*Supplied data*.
-- Opening Marker --

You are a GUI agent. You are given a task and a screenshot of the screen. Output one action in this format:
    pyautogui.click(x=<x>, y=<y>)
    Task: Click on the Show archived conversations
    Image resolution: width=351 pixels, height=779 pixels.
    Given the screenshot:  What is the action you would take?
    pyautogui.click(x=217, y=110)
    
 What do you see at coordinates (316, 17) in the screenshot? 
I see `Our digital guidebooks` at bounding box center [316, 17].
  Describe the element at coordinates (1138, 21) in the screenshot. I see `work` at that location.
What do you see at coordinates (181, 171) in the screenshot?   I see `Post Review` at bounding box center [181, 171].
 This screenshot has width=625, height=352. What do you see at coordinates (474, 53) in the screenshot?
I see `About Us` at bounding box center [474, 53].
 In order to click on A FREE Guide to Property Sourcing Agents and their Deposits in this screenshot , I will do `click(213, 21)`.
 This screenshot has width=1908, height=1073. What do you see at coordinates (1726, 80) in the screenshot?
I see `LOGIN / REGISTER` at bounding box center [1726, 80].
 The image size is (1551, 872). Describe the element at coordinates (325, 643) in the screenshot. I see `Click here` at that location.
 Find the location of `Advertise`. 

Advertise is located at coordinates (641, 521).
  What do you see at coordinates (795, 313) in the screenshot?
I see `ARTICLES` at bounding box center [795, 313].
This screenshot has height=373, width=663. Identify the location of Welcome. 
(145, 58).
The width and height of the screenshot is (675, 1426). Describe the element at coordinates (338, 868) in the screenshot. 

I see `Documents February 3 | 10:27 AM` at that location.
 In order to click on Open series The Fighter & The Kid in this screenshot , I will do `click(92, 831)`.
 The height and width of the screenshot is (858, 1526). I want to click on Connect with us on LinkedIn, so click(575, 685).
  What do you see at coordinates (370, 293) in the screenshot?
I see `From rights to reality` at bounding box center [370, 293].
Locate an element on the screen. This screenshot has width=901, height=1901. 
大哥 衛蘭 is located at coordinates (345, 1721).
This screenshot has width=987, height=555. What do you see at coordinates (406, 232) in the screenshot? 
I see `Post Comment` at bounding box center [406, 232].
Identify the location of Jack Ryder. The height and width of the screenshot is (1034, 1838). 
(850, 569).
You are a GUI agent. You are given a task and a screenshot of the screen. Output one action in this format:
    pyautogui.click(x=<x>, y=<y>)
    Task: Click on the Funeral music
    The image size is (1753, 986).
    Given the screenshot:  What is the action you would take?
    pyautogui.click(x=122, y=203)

-- Closing Marker --

*The task*.
What is needed is an exact transcription of all the data.

*Completed task*.
You are a GUI agent. You are given a task and a screenshot of the screen. Output one action in this format:
    pyautogui.click(x=<x>, y=<y>)
    Task: Click on the Show archived conversations
    Image resolution: width=351 pixels, height=779 pixels.
    Given the screenshot:  What is the action you would take?
    pyautogui.click(x=217, y=110)
    
 What do you see at coordinates (316, 17) in the screenshot? 
I see `Our digital guidebooks` at bounding box center [316, 17].
  Describe the element at coordinates (1138, 21) in the screenshot. I see `work` at that location.
What do you see at coordinates (181, 171) in the screenshot?   I see `Post Review` at bounding box center [181, 171].
 This screenshot has width=625, height=352. What do you see at coordinates (474, 53) in the screenshot?
I see `About Us` at bounding box center [474, 53].
 In order to click on A FREE Guide to Property Sourcing Agents and their Deposits in this screenshot , I will do `click(213, 21)`.
 This screenshot has width=1908, height=1073. What do you see at coordinates (1726, 80) in the screenshot?
I see `LOGIN / REGISTER` at bounding box center [1726, 80].
 The image size is (1551, 872). Describe the element at coordinates (325, 643) in the screenshot. I see `Click here` at that location.
 Find the location of `Advertise`. 

Advertise is located at coordinates (641, 521).
  What do you see at coordinates (795, 313) in the screenshot?
I see `ARTICLES` at bounding box center [795, 313].
This screenshot has height=373, width=663. Identify the location of Welcome. 
(145, 58).
The width and height of the screenshot is (675, 1426). Describe the element at coordinates (338, 868) in the screenshot. 

I see `Documents February 3 | 10:27 AM` at that location.
 In order to click on Open series The Fighter & The Kid in this screenshot , I will do `click(92, 831)`.
 The height and width of the screenshot is (858, 1526). I want to click on Connect with us on LinkedIn, so click(575, 685).
  What do you see at coordinates (370, 293) in the screenshot?
I see `From rights to reality` at bounding box center [370, 293].
Locate an element on the screen. This screenshot has width=901, height=1901. 
大哥 衛蘭 is located at coordinates (345, 1721).
This screenshot has width=987, height=555. What do you see at coordinates (406, 232) in the screenshot? 
I see `Post Comment` at bounding box center [406, 232].
Identify the location of Jack Ryder. The height and width of the screenshot is (1034, 1838). 
(850, 569).
You are a GUI agent. You are given a task and a screenshot of the screen. Output one action in this format:
    pyautogui.click(x=<x>, y=<y>)
    Task: Click on the Funeral music
    The image size is (1753, 986).
    Given the screenshot:  What is the action you would take?
    pyautogui.click(x=122, y=203)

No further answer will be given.